Table 3.
Screening group | Age group, y† | Infections followed, No.‡ | Incident CIN 2 diagnosis, No. (%) | Incident CIN 3+ diagnosis, No. (%) | Total incident CIN 2+, No. (%) |
Active follow-up of prevalent infections§ | 18–25 | 259 | 8 (3.1) | 10 (3.9) | 18 (7.0) |
26–33 | 189 | 4 (2.1) | 8 (4.2) | 12 (6.4) | |
34–41 | 106 | 2 (1.9) | 7 (6.6) | 9 (8.5) | |
≥42 | 211 | 2 (1.0) | 17 (8.1) | 19 (9.0) | |
Passive follow-up of prevalent infections‖ | 18–25 | 90 | 0 (0.0) | 0 (0.0) | 0 (0.0) |
26–33 | 98 | 1 (1.0) | 2 (2.0) | 3 (3.1) | |
34–41 | 56 | 1 (1.8) | 2 (3.6) | 3 (5.4) | |
≥42 | 119 | 1 (0.8) | 1 (0.8) | 2 (1.7) |
CIN = cervical intraepithelial neoplasia (grade 2 or 3 or higher). Of the 142 CIN 2+ censored at enrollment the distribution for the four age groups is 15, 47, 35, and 45.
Age at time of first detection of the carcinogenic HPV infection.
Regardless of follow-up time.
Six cancers, 1, 1, 1, 3 by age group (one cancer from woman aged 42+ y who was HPV negative). One CIN 2 assigned to two persisting carcinogenic HPV infections (1, 0, 0, 0), and seven CIN 3 assigned to 13 persisting carcinogenic HPV infections (one had both a prevalent and newly detected persistent infection) (3, 1, 0, 3).
Three cancers, 0, 1, 1, 1 by age group (one cancer from woman aged 42+ y who had a newly detected carcinogenic infection). No cases of multiple persisting carcinogenic HPV infections at the time of CIN 2+ diagnosis.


## TASK INSTRUCTIONS
Please work out the number of lines in the following material that include "view", and reply with only that number.

## SOURCE INFORMATION
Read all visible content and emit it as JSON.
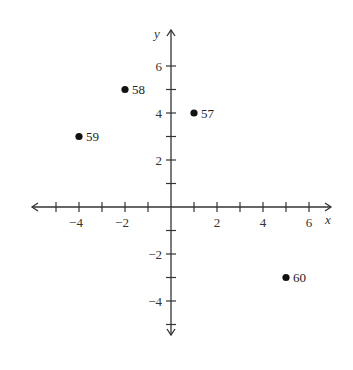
{
  "chart_data": {
    "type": "scatter",
    "title": "",
    "xlabel": "x",
    "ylabel": "y",
    "xlim": [
      -6,
      7
    ],
    "ylim": [
      -6,
      7
    ],
    "grid": false,
    "x_ticks": [
      -5,
      -4,
      -3,
      -2,
      -1,
      1,
      2,
      3,
      4,
      5,
      6
    ],
    "x_tick_labels": {
      "-4": "−4",
      "-2": "−2",
      "2": "2",
      "4": "4",
      "6": "6"
    },
    "y_ticks": [
      -5,
      -4,
      -3,
      -2,
      -1,
      1,
      2,
      3,
      4,
      5,
      6
    ],
    "y_tick_labels": {
      "6": "6",
      "4": "4",
      "2": "2",
      "-2": "−2",
      "-4": "−4"
    },
    "points": [
      {
        "label": "57",
        "x": 1,
        "y": 4
      },
      {
        "label": "58",
        "x": -2,
        "y": 5
      },
      {
        "label": "59",
        "x": -4,
        "y": 3
      },
      {
        "label": "60",
        "x": 5,
        "y": -3
      }
    ]
  }
}
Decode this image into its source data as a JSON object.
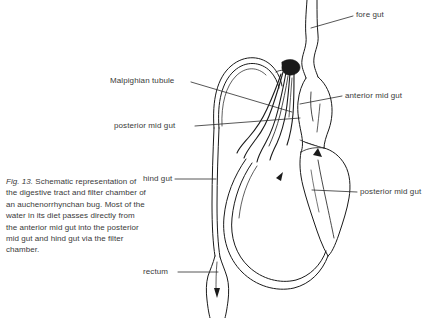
{
  "figure": {
    "caption_fig_number": "Fig. 13.",
    "caption_text": " Schematic representation of the digestive tract and filter chamber of an auchenorrhynchan bug. Most of the water in its diet passes directly from the anterior mid gut into the posterior mid gut and hind gut via the filter chamber.",
    "line_color": "#1a1a1a",
    "text_color": "#3a3a3a",
    "background_color": "#ffffff"
  },
  "labels": {
    "fore_gut": "fore gut",
    "anterior_mid_gut": "anterior mid gut",
    "posterior_mid_gut_right": "posterior mid gut",
    "malpighian_tubule": "Malpighian tubule",
    "posterior_mid_gut_left": "posterior mid gut",
    "hind_gut": "hind gut",
    "rectum": "rectum"
  }
}
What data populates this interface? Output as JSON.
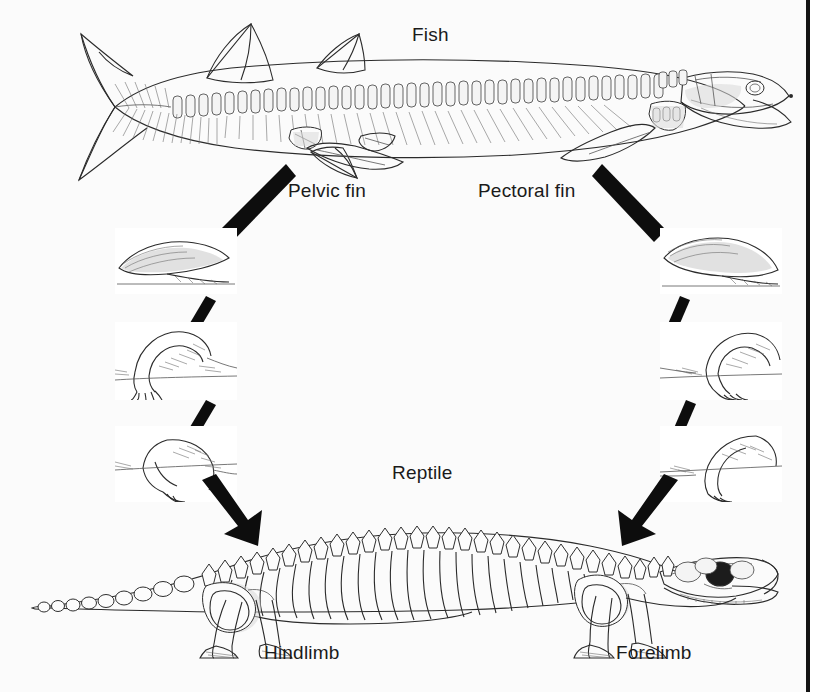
{
  "figure": {
    "background_color": "#fbfbfb",
    "ink_color": "#2b2b2b",
    "arrow_color": "#0d0d0d",
    "border_color": "#141414",
    "width": 825,
    "height": 692
  },
  "labels": {
    "fish": "Fish",
    "reptile": "Reptile",
    "pelvic_fin": "Pelvic fin",
    "pectoral_fin": "Pectoral fin",
    "hindlimb": "Hindlimb",
    "forelimb": "Forelimb"
  },
  "organisms": [
    {
      "name": "Fish",
      "position": "top",
      "description": "Lobe-finned fish skeleton in left-facing lateral view with caudal fin, dorsal fins, vertebral column, ribs, skull and paired fins",
      "features": [
        "Pelvic fin",
        "Pectoral fin"
      ]
    },
    {
      "name": "Reptile",
      "position": "bottom",
      "description": "Early reptile skeleton in right-facing lateral view with long tail, ribbed trunk, skull with large orbit, and sprawling limbs",
      "features": [
        "Hindlimb",
        "Forelimb"
      ]
    }
  ],
  "transition_columns": [
    {
      "side": "left",
      "from": "Pelvic fin",
      "to": "Hindlimb",
      "stages": [
        {
          "index": 1,
          "caption": "",
          "description": "broad paddle-like fin, shaded fin web"
        },
        {
          "index": 2,
          "caption": "",
          "description": "stout limb bent at elbow with short separate digits"
        },
        {
          "index": 3,
          "caption": "",
          "description": "elongated limb with defined upper and lower segments"
        }
      ]
    },
    {
      "side": "right",
      "from": "Pectoral fin",
      "to": "Forelimb",
      "stages": [
        {
          "index": 1,
          "caption": "",
          "description": "broad paddle-like fin, shaded fin web"
        },
        {
          "index": 2,
          "caption": "",
          "description": "stout limb bent at elbow with short separate digits"
        },
        {
          "index": 3,
          "caption": "",
          "description": "elongated limb with defined upper and lower segments"
        }
      ]
    }
  ],
  "connectors": [
    {
      "name": "pelvic-to-stage1",
      "shape": "thick-bar",
      "from": "Pelvic fin",
      "to": "left stage 1"
    },
    {
      "name": "left-stage1-to-stage2",
      "shape": "thick-bar",
      "from": "left stage 1",
      "to": "left stage 2"
    },
    {
      "name": "left-stage2-to-stage3",
      "shape": "thick-bar",
      "from": "left stage 2",
      "to": "left stage 3"
    },
    {
      "name": "left-stage3-to-hindlimb",
      "shape": "arrow",
      "from": "left stage 3",
      "to": "Hindlimb"
    },
    {
      "name": "pectoral-to-stage1",
      "shape": "thick-bar",
      "from": "Pectoral fin",
      "to": "right stage 1"
    },
    {
      "name": "right-stage1-to-stage2",
      "shape": "thick-bar",
      "from": "right stage 1",
      "to": "right stage 2"
    },
    {
      "name": "right-stage2-to-stage3",
      "shape": "thick-bar",
      "from": "right stage 2",
      "to": "right stage 3"
    },
    {
      "name": "right-stage3-to-forelimb",
      "shape": "arrow",
      "from": "right stage 3",
      "to": "Forelimb"
    }
  ]
}
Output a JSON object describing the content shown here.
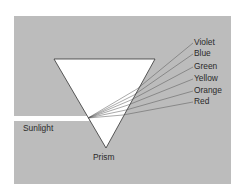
{
  "figure": {
    "panel_color": "#bcbcbc",
    "prism_label": "Prism",
    "beam_label": "Sunlight",
    "spectrum": [
      {
        "name": "Violet",
        "y": 43
      },
      {
        "name": "Blue",
        "y": 54
      },
      {
        "name": "Green",
        "y": 67
      },
      {
        "name": "Yellow",
        "y": 79
      },
      {
        "name": "Orange",
        "y": 91
      },
      {
        "name": "Red",
        "y": 102
      }
    ]
  }
}
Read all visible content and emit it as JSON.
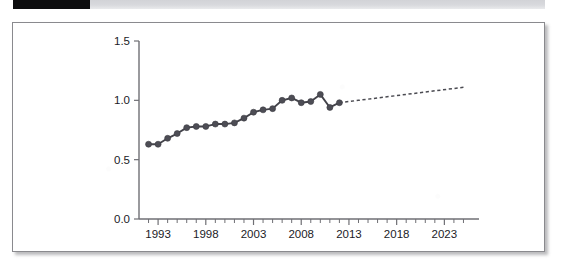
{
  "header": {
    "black_block_label": "",
    "gray_bar_label": ""
  },
  "chart_data": {
    "type": "line",
    "title": "",
    "subtitle": "",
    "xlabel": "",
    "ylabel": "",
    "xlim": [
      1991,
      2026
    ],
    "ylim": [
      0.0,
      1.5
    ],
    "grid": false,
    "legend": "none",
    "y_ticks": [
      "0.0",
      "0.5",
      "1.0",
      "1.5"
    ],
    "y_tick_values": [
      0.0,
      0.5,
      1.0,
      1.5
    ],
    "x_ticks": [
      "1993",
      "1998",
      "2003",
      "2008",
      "2013",
      "2018",
      "2023"
    ],
    "x_tick_values": [
      1993,
      1998,
      2003,
      2008,
      2013,
      2018,
      2023
    ],
    "x_minor_ticks": [
      1992,
      1994,
      1995,
      1996,
      1997,
      1999,
      2000,
      2001,
      2002,
      2004,
      2005,
      2006,
      2007,
      2009,
      2010,
      2011,
      2012,
      2014,
      2015,
      2016,
      2017,
      2019,
      2020,
      2021,
      2022,
      2024,
      2025
    ],
    "series": [
      {
        "name": "observed",
        "style": "solid-with-markers",
        "color": "#4d4d55",
        "x": [
          1992,
          1993,
          1994,
          1995,
          1996,
          1997,
          1998,
          1999,
          2000,
          2001,
          2002,
          2003,
          2004,
          2005,
          2006,
          2007,
          2008,
          2009,
          2010,
          2011,
          2012
        ],
        "values": [
          0.63,
          0.63,
          0.68,
          0.72,
          0.77,
          0.78,
          0.78,
          0.8,
          0.8,
          0.81,
          0.85,
          0.9,
          0.92,
          0.93,
          1.0,
          1.02,
          0.98,
          0.99,
          1.05,
          0.94,
          0.98
        ]
      },
      {
        "name": "projection",
        "style": "dashed",
        "color": "#4a4a51",
        "x": [
          2012,
          2014,
          2016,
          2018,
          2020,
          2022,
          2024,
          2025
        ],
        "values": [
          0.98,
          1.0,
          1.02,
          1.04,
          1.06,
          1.08,
          1.1,
          1.11
        ]
      }
    ]
  }
}
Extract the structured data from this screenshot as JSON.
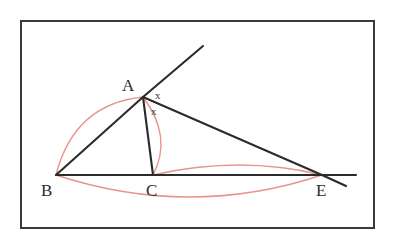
{
  "figure": {
    "kind": "geometry-diagram",
    "background_color": "#ffffff",
    "frame": {
      "name": "outer-border-rectangle",
      "stroke_color": "#3a3a3a",
      "stroke_width": 2,
      "x": 21,
      "y": 21,
      "width": 353,
      "height": 207
    },
    "ink_color": "#2b2b2b",
    "arc_color": "#e8948c",
    "points": [
      {
        "id": "A",
        "label": "A",
        "x": 143,
        "y": 97,
        "label_x": 122,
        "label_y": 91
      },
      {
        "id": "B",
        "label": "B",
        "x": 56,
        "y": 175,
        "label_x": 41,
        "label_y": 196
      },
      {
        "id": "C",
        "label": "C",
        "x": 153,
        "y": 175,
        "label_x": 146,
        "label_y": 196
      },
      {
        "id": "E",
        "label": "E",
        "x": 322,
        "y": 175,
        "label_x": 316,
        "label_y": 196
      }
    ],
    "segments": [
      {
        "id": "BA",
        "name": "segment-b-a",
        "x1": 56,
        "y1": 175,
        "x2": 143,
        "y2": 97
      },
      {
        "id": "A-ray",
        "name": "ray-b-a-extended",
        "x1": 143,
        "y1": 97,
        "x2": 203,
        "y2": 46
      },
      {
        "id": "AC",
        "name": "segment-a-c-bisector",
        "x1": 143,
        "y1": 97,
        "x2": 153,
        "y2": 175
      },
      {
        "id": "AE",
        "name": "segment-a-e",
        "x1": 143,
        "y1": 97,
        "x2": 322,
        "y2": 175
      },
      {
        "id": "AE-ext",
        "name": "segment-a-e-extended",
        "x1": 322,
        "y1": 175,
        "x2": 346,
        "y2": 186
      },
      {
        "id": "BE",
        "name": "segment-b-e-baseline",
        "x1": 56,
        "y1": 175,
        "x2": 322,
        "y2": 175
      },
      {
        "id": "BE-ext",
        "name": "baseline-extended-past-e",
        "x1": 322,
        "y1": 175,
        "x2": 356,
        "y2": 175
      }
    ],
    "arcs": [
      {
        "id": "arc-BA",
        "name": "red-arc-b-to-a",
        "d": "M 56 175 Q 74 104 143 97"
      },
      {
        "id": "arc-AC",
        "name": "red-arc-a-to-c",
        "d": "M 143 97 Q 173 137 153 175"
      },
      {
        "id": "arc-CE",
        "name": "red-arc-c-to-e",
        "d": "M 153 175 Q 240 155 322 175"
      },
      {
        "id": "arc-BE",
        "name": "red-arc-b-to-e",
        "d": "M 56 175 Q 190 219 322 175"
      }
    ],
    "angle_marks": [
      {
        "id": "x-upper",
        "name": "angle-mark-x-upper",
        "text": "x",
        "x": 155,
        "y": 99
      },
      {
        "id": "x-lower",
        "name": "angle-mark-x-lower",
        "text": "x",
        "x": 151,
        "y": 115
      }
    ]
  }
}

## TASK RESULT
2